Ben'sBarbaricYAWP

October 27, 2009

Ben for 10-27

Filed under: Uncategorized — wordbreaker @ 9:49 am

Throughout the course of the semester, anyone who has been following my blog at all may have noticed a trend, namely that I spend far to much of my time dealing with which Whitman is speaking, or what aspect of the Kosmos is the reader partial to at this point.  We have seen Whitman the prophet, Whitman the disciple, Whitman the witness, but the Lincoln poems give us an aspect of Whitman that we have not seen before.  This is Whitman the broken, the mourning, the sorrowful, this is Whitman stripped so bare by grief that the words and lines are pouring out of him straight.  The ego that I railed on so much during the 1867 version of Leaves is no where to be found in this reading.

We, as readers, know that Whitman spends much of his time during the Civil War in a close proximity to death, both in his life and his work.  We also know that he even kept in touch with some of the soldiers he treated, and as much as he would have liked us to believe otherwise, never actually met Lincoln, although they might have traded soulful glances from across the square.  Stylistically though, when put in contrast to the rest of his work, the reader sees exactly how demoralized Whitman is by Lincoln’s death.  In all the strife he’s seen, it is the one fatality that he cannot wrap his mind around.  Although we do see him try in this rapid fire section of four poems that are all trying to grapple with the same one subject.

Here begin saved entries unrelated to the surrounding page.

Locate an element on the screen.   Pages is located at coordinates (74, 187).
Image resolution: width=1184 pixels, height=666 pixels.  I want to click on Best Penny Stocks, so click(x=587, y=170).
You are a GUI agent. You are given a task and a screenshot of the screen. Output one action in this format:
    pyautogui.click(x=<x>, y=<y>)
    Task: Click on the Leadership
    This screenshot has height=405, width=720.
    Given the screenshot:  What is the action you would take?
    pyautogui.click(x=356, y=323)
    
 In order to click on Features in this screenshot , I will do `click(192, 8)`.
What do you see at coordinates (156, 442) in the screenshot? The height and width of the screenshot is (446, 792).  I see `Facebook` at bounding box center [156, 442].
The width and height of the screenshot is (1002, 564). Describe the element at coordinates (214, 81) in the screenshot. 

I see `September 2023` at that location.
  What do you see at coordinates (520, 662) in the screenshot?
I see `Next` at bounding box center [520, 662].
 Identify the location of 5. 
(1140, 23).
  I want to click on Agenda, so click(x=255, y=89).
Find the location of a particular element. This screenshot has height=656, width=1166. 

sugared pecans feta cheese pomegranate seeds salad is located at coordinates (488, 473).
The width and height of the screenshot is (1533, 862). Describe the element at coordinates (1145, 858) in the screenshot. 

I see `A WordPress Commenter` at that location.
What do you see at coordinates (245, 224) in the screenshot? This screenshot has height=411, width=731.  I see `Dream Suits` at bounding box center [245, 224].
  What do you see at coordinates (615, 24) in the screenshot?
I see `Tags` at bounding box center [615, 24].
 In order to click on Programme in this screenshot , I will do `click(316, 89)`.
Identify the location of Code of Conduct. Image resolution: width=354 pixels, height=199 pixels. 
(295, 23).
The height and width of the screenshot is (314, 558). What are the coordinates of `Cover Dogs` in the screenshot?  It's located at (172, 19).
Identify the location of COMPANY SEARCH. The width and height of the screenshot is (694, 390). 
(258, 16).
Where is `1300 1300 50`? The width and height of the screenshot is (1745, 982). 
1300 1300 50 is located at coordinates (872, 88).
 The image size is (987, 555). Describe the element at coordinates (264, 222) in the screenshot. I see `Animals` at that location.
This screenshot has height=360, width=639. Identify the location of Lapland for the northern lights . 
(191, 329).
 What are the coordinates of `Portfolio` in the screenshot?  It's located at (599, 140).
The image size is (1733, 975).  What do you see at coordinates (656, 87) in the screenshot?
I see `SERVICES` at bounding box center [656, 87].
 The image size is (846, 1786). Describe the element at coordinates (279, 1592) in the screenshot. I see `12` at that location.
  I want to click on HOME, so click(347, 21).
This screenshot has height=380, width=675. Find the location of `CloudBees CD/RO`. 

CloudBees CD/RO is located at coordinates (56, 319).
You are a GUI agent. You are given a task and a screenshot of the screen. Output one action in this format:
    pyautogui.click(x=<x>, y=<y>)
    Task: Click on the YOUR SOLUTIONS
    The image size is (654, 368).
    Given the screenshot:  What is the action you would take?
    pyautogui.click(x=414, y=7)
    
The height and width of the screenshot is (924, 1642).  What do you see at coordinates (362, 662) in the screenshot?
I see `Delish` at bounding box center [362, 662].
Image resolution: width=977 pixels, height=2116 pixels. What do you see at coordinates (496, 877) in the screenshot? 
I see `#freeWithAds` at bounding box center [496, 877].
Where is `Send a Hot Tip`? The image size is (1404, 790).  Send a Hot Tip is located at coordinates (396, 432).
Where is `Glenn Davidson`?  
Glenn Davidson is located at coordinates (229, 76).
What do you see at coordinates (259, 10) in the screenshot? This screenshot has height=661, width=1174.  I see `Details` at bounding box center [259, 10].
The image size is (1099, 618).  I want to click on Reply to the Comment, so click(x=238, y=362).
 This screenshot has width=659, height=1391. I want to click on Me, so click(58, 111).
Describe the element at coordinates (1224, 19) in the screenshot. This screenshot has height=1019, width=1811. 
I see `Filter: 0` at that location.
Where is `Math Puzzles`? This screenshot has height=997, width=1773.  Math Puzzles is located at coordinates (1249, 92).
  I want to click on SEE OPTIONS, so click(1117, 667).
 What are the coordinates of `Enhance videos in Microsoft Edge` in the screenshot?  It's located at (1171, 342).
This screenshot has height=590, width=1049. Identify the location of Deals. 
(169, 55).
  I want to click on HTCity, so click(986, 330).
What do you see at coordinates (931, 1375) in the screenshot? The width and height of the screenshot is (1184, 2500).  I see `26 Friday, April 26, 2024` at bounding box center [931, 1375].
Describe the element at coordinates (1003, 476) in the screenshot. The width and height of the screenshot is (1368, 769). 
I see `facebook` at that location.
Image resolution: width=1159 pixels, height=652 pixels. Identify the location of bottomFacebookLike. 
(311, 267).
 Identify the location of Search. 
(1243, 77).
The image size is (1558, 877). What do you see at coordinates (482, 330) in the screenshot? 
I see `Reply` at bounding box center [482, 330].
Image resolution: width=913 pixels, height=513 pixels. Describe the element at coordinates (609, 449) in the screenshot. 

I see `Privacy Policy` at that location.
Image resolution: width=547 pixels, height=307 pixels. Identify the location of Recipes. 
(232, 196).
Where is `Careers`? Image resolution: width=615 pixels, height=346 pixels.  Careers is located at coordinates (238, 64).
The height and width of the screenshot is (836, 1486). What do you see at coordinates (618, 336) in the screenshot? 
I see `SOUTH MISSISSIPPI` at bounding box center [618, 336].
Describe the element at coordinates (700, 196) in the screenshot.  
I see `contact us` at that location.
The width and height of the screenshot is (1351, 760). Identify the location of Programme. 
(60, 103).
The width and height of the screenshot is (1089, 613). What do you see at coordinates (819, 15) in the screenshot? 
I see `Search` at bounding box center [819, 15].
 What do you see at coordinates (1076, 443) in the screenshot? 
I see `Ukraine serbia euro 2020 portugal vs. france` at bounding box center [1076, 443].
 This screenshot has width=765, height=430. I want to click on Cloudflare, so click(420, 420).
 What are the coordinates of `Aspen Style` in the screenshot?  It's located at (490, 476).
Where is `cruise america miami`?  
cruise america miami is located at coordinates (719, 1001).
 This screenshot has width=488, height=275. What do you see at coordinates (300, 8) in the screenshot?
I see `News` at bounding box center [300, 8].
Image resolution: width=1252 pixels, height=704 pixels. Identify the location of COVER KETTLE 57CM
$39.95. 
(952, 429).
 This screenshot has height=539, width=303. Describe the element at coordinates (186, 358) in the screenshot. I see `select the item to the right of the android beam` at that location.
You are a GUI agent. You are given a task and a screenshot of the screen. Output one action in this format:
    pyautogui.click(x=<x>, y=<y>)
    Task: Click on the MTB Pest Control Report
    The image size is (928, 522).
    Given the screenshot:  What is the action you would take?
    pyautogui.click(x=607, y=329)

Perhaps the most interesting of the lot is “Oh Captain, My Captain” which is considered Whitman’s most famous poem, and is also a horrible representation of his work as a whole.  I spent a long time after rereading this poem, in light of my new found understanding of Whitman, and the question that kept surfacing to grapple with was, why the form?  Whitman never uses traditional form, it seems to go against the freedom that pretty much every version of Leaves advocates so much.  I think in this case, it goes along the lines that Whitman is very much a control freak.  He rewrote everything, even his personal letters, until he was happy with them.  Leaves of Grass is a huge amorphous monster of a poem that was ever changing and ever evolving.  The workshop edition, released just after the war, and heavily revised around that period, dealt with an America so shattered that Whitman felt the need to put in verse numbers to give the poem structure.

The placement of “When Lilacs Last in the Dooryard Bloom’d” right before “Oh Captain, My Captain” sheds light on both the poems function.  ‘Lilacs’ is more traditional Whitman, it has the lists, it has the call outs to ideals, it has some of the sprawling length, although it shows a humility that most of his poetry lacks.  “Oh Captain, My Captain” feels like the second attempt to capture what he couldn’t in ‘Lilacs’ in that the movement to form becomes an ultimate control to work within so that his sprawling emotions cannot run away from him, and so that he can attempt to put his feelings on the page.